Chapter 14. Expressions and Control Flow in JavaScript
In the previous chapter, I introduced the basics of JavaScript and the DOM. Now it’s time to look at how to construct complex expressions in JavaScript and how to control the program flow of your scripts by using conditional statements.
Expressions
JavaScript expressions are very similar to those in PHP. As you learned in Chapter 4, an expression is a combination of values, variables, operators, and functions that results in a value.
Example 14-1 shows some simple expressions. For each line, it prints out a letter between a
and d
, followed by a colon and the result of the expressions.

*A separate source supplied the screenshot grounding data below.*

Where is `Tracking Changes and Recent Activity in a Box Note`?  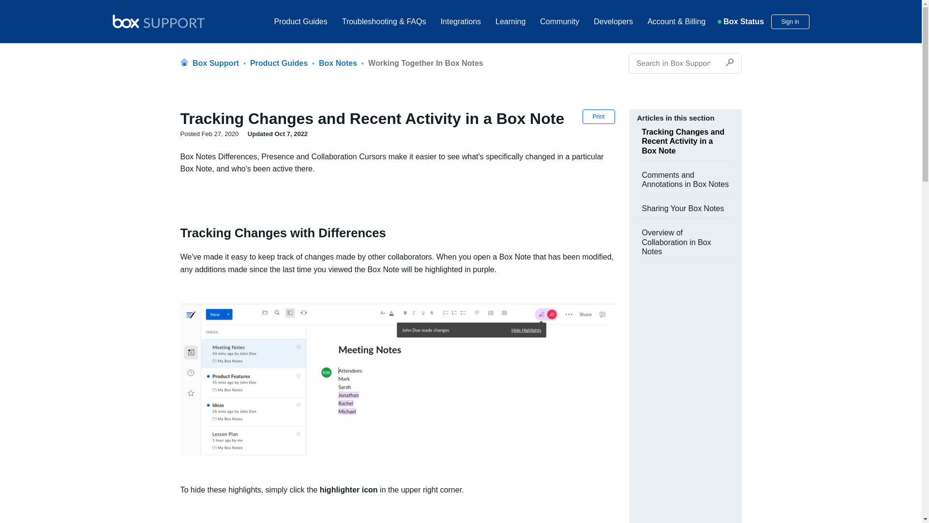
Tracking Changes and Recent Activity in a Box Note is located at coordinates (381, 118).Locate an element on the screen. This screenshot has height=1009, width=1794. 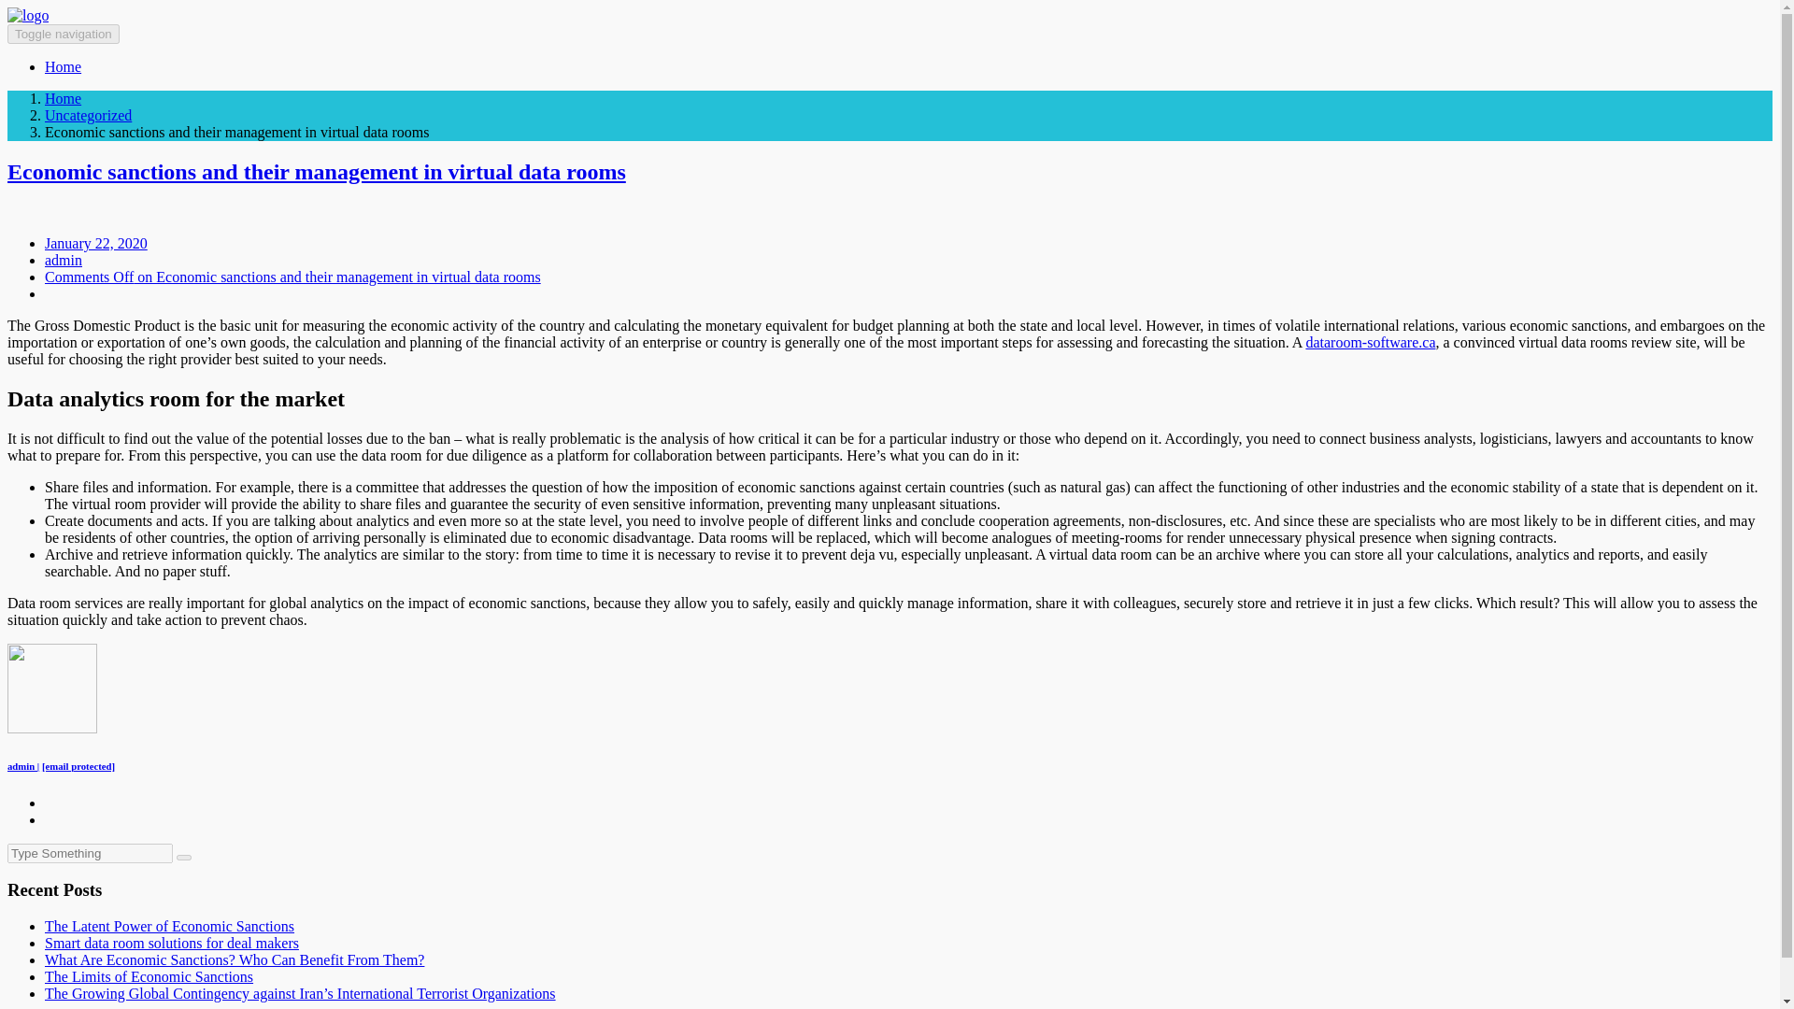
Toggle navigation is located at coordinates (64, 34).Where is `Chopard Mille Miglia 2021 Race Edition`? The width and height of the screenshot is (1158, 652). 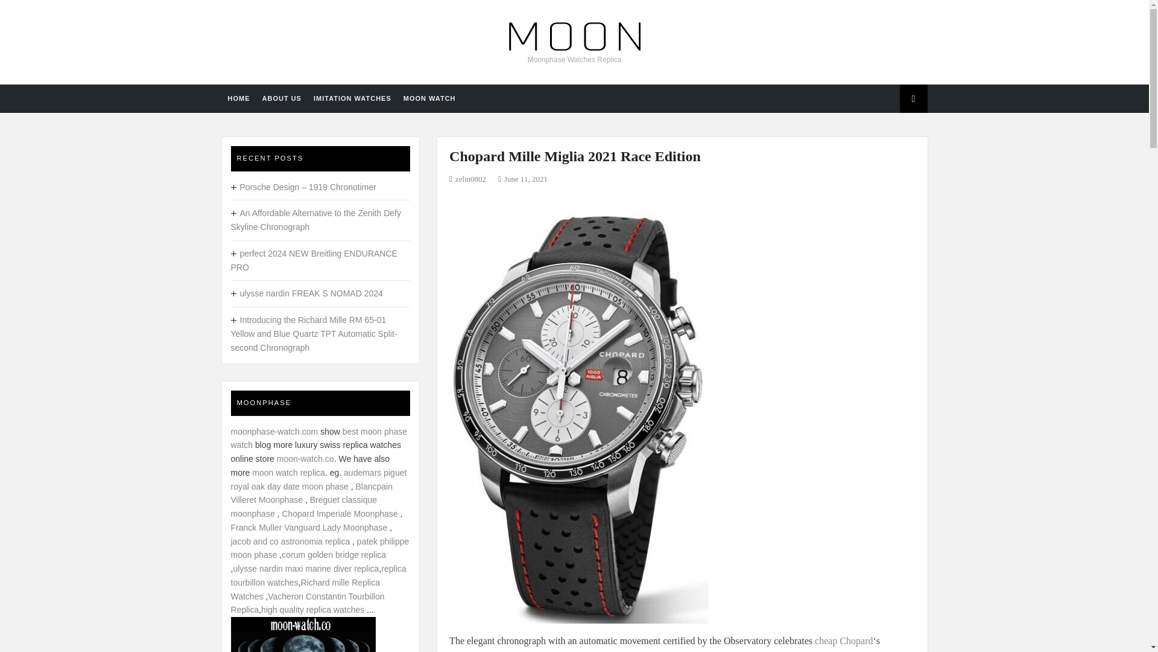 Chopard Mille Miglia 2021 Race Edition is located at coordinates (574, 156). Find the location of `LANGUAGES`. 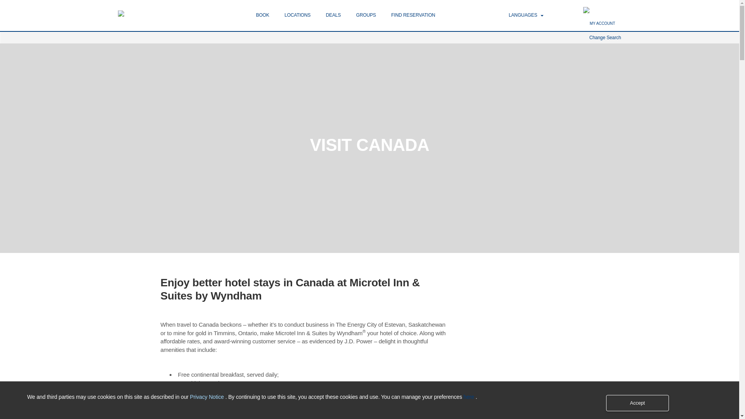

LANGUAGES is located at coordinates (526, 15).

Example 14-1. Four simple Boolean expressions
<
script
>
console
.
log
(
"a: "
+
(
42
>
3
))
console
.
log
(
"b: "
+
(
91
<
4
))
console
.
log
(
"c: "
+
(
8
===
2
))
console
.
log
(
"d: "
+
(
4
<
17
))
<
/script>
The output from this code is as follows:
a: true b: false c: false d: true
Notice that both expressions a:
and d:
evaluate to true
, but b:
and c:
evaluate to false
. Unlike PHP (which would print the number 1
and nothing, respectively), the actual strings true
and false
are displayed.
In JavaScript, when you are checking whether a value is true
or false
, all values evaluate to true
except the following, which evaluate to false
:
- The string
false
itself 0
–0
- The empty string
null
undefined
NaN
(Not a Number, a computer engineering concept for the result of an illegal floating-point operation such as division by zero).